Play, pause, loop, jump — the show's tape deck. Also reads back where the playhead is.

Start the show, loop it, and tell me when it wraps.
Auto-pilot autoPilot

Turn hands-free mode on/off, set how often it changes (seconds or beats), how adventurous it is, and which looks it may draw from.

Auto-pilot every 64 beats, only from my saved looks, nothing too wild.

Creating — new scenes from a sentence

The deepest capability: the assistant can author brand-new visual worlds into your library.

Create a scene createScene

From a description — yours in English, translated by the assistant into the app's scene language. It can build simple shader pieces, multi-layer scenes with persistent feedback, particle/fluid simulations with millions of particles, and even declarative 3D scenes with real materials and cameras.

New scenes appear in your menu alongside the built-ins and are saved with the app.

Make me a scene: a lighthouse beam sweeping through slow rain, mostly darkness, the beam widens on the drop.
Refine it updateScene · validateScene

The assistant iterates: check the scene compiles, audition it at the four musical moments, look at the sheet, adjust, repeat — the same taste loop a human designer runs, in seconds per lap.
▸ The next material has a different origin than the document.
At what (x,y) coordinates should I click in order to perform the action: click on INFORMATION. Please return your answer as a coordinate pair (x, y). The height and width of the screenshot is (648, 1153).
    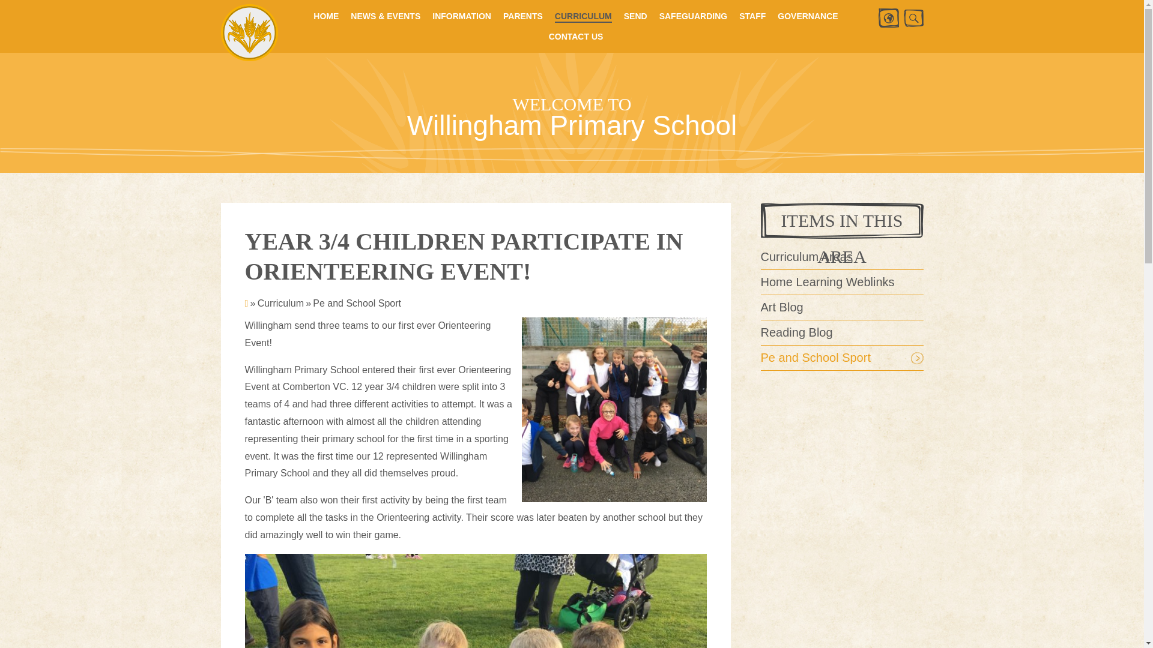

The rain reads too busy — thin it out and make the quiet panels darker.
Housekeeping deleteScene

Remove an authored scene. Destructive, so assistants are asked to confirm before it happens. Built-in scenes can't be deleted.

Three sessions to steal

The art director

Look at what's on screen. I'm playing slow house all evening — tune the look so it feels expensive: darker floor, warmer highlights, drops that swell instead of strobe. Check your work with a snapshot after each change.

The scene commission

Read the authoring guide, then build me a scene called "Harbor": navy darkness, a slow lighthouse beam, rain that thickens with the music's energy. Audition it at all four moments and iterate until the quiet panel is genuinely dark and the drop feels like the beam catching you. Then save a look for it called Harbor Night.

The night shift

Build a 45-minute looping show from my saved looks — calm ones first, peak in the middle, land soft. 3-second crossfades. Start it, then check the performance numbers and tell me if anything's heavy.